From the tests I carried out assuming an optimal network condition, where all the ports are UP, the traffic passes through the bonding interfaces, without therefore asking the peer port. The traffic on the peer port passes when the client must necessarily do so from the peer port to reach the destination, for example:
The two switches can be seen from the peer port, for example SFP24
If you interrupt the SFP1 / Client1 / Switch 1 and the SFP2 / Client2 / Switch2 you will see that the traffic passes from the SFP24 or the peer port ..
Hello
This is not the behavior I have seen with my MLAG configuration.
2x CRS354-48G peer’d via QSFP 1-1 (01/02)
MLAG 2x2-4Port total LACP to adjacent switch (Procurve)
A third CRS354-48G (03) is connected to switch 354-01 via single QSFP 2-1
Video server connected to 354-03 while cameras are fed from Procurve.
I see Bulk of data streams going to 354-02, traversing the PEER to get to SW-01 to then traverse the standard QSFP link to 354-03.
Even though the most direct path is MLAG to 354-01 > QSFP > 354-03.
So while in your example two clients MLAG between the two switches directly may work as expected, it’s not always the case and PEER link capacity does need to be considered.
Device which uses LAG to connect to two different switches doesn’t know (nor care) about topology beyond its link peer(s) and selects one of physical links for Tx acording to selected Tx strategy (e.g. L2+L3 hash). If it selects “wrong” link, then of course switch has to pass that traffic to the other MLAG peer over peer link.
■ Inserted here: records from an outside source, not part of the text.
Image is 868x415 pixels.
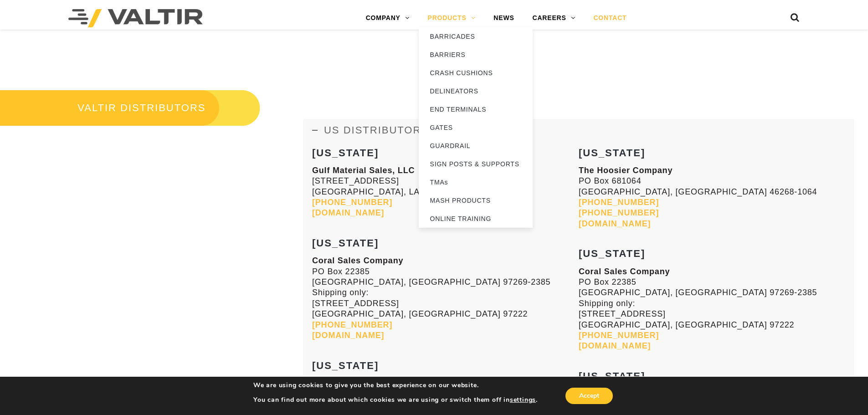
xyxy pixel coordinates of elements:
a: END TERMINALS [419,100,533,119]
span: US DISTRIBUTORS [324,125,429,136]
strong: [US_STATE] [312,237,379,249]
strong: Coral Sales Company [578,267,670,276]
strong: [US_STATE] [312,147,379,158]
a: CONTACT [584,9,636,27]
strong: [US_STATE] [312,360,379,371]
a: [PHONE_NUMBER] [578,331,659,339]
strong: Coral Sales Company [312,256,404,265]
p: PO Box 22385 [GEOGRAPHIC_DATA], [GEOGRAPHIC_DATA] 97269-2385 Shipping only: [STREET_ADDRESS] [GEO... [578,266,846,351]
a: [DOMAIN_NAME] [578,341,651,350]
a: NEWS [485,9,523,27]
a: [PHONE_NUMBER] [312,320,392,329]
button: settings [510,396,536,404]
a: PRODUCTS [419,9,485,27]
a: [DOMAIN_NAME] [578,219,651,228]
a: BARRIERS [419,45,533,64]
button: Accept [565,387,613,404]
a: [PHONE_NUMBER] [578,198,659,207]
p: You can find out more about which cookies we are using or switch them off in . [253,396,538,404]
a: SIGN POSTS & SUPPORTS [419,155,533,173]
p: We are using cookies to give you the best experience on our website. [253,381,538,389]
a: CAREERS [524,9,584,27]
a: US DISTRIBUTORS [303,119,854,142]
a: MASH PRODUCTS [419,191,533,210]
strong: [US_STATE] [578,370,645,381]
a: [PHONE_NUMBER] [312,198,392,207]
a: [PHONE_NUMBER] [578,208,659,217]
a: CRASH CUSHIONS [419,64,533,82]
a: TMAs [419,173,533,191]
a: GATES [419,119,533,136]
p: PO Box 681064 [GEOGRAPHIC_DATA], [GEOGRAPHIC_DATA] 46268-1064 [578,165,846,229]
a: [DOMAIN_NAME] [312,331,384,339]
a: [DOMAIN_NAME] [312,208,384,217]
strong: [US_STATE] [578,248,645,259]
strong: Gulf Material Sales, LLC [312,166,415,175]
a: BARRICADES [419,27,533,45]
a: GUARDRAIL [419,136,533,155]
p: PO Box 22385 [GEOGRAPHIC_DATA], [GEOGRAPHIC_DATA] 97269-2385 Shipping only: [STREET_ADDRESS] [GEO... [312,256,578,341]
img: Valtir [69,9,203,27]
strong: [US_STATE] [578,147,645,158]
a: DELINEATORS [419,82,533,100]
a: ONLINE TRAINING [419,210,533,228]
strong: The Hoosier Company [578,166,672,175]
p: [STREET_ADDRESS] [GEOGRAPHIC_DATA], LA 70433 [312,165,578,218]
a: COMPANY [357,9,419,27]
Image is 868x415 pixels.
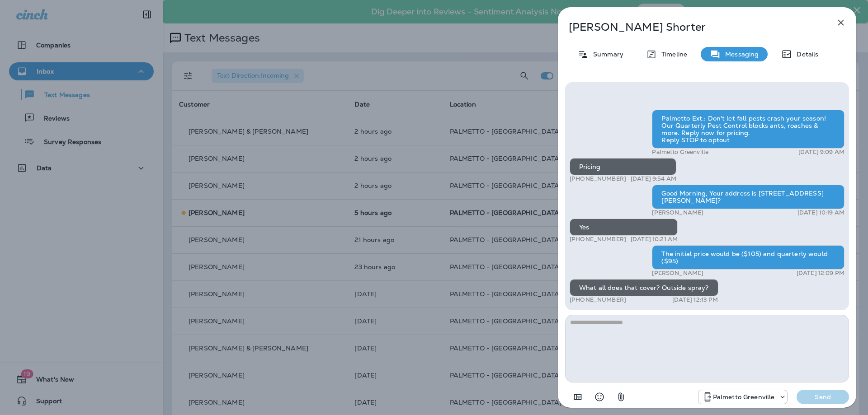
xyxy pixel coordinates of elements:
[713,393,775,401] p: Palmetto Greenville
[652,184,844,209] div: Good Morning, Your address is [STREET_ADDRESS][PERSON_NAME]?
[792,51,818,58] p: Details
[588,51,623,58] p: Summary
[798,149,844,156] p: [DATE] 9:09 AM
[569,158,676,175] div: Pricing
[569,175,626,182] p: [PHONE_NUMBER]
[657,51,687,58] p: Timeline
[672,296,718,304] p: [DATE] 12:13 PM
[797,270,844,277] p: [DATE] 12:09 PM
[797,209,844,216] p: [DATE] 10:19 AM
[652,245,844,270] div: The initial price would be ($105) and quarterly would ($95)
[569,21,816,33] p: [PERSON_NAME] Shorter
[652,110,844,149] div: Palmetto Ext.: Don't let fall pests crash your season! Our Quarterly Pest Control blocks ants, ro...
[630,175,676,182] p: [DATE] 9:54 AM
[652,270,703,277] p: [PERSON_NAME]
[698,391,787,402] div: +1 (864) 385-1074
[569,218,677,236] div: Yes
[569,388,587,406] button: Add in a premade template
[569,279,718,296] div: What all does that cover? Outside spray?
[652,149,709,156] p: Palmetto Greenville
[569,296,626,304] p: [PHONE_NUMBER]
[630,236,677,243] p: [DATE] 10:21 AM
[569,236,626,243] p: [PHONE_NUMBER]
[590,388,609,406] button: Select an emoji
[652,209,703,216] p: [PERSON_NAME]
[721,51,759,58] p: Messaging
And vice versa: in your particular case CRS-01 will pass all traffic towards Procurve directly, none of that traffic will pass MLAG peer link (as long as direct link is alive). If you had a (normal) LAG link with two members between CRS-01 and Procurve, then CRS-01 might select different physical links for part of traffic (depending on Tx strategy).
Yeah I am aware an not surprised by the way my traffic is traversing the switches.
I was just adding insight to OP’s question about what traffic can travers the PEER interface. In a scenario where two clients are MLAG to the same pair of switches its unlikely to see much PEER link traffic, however in my scenario it totally needs to be included in the topology decision.
Fortunately for me 40Gb links between the CRS354s is completely future proof for my needs an I will never have to worry about link saturation.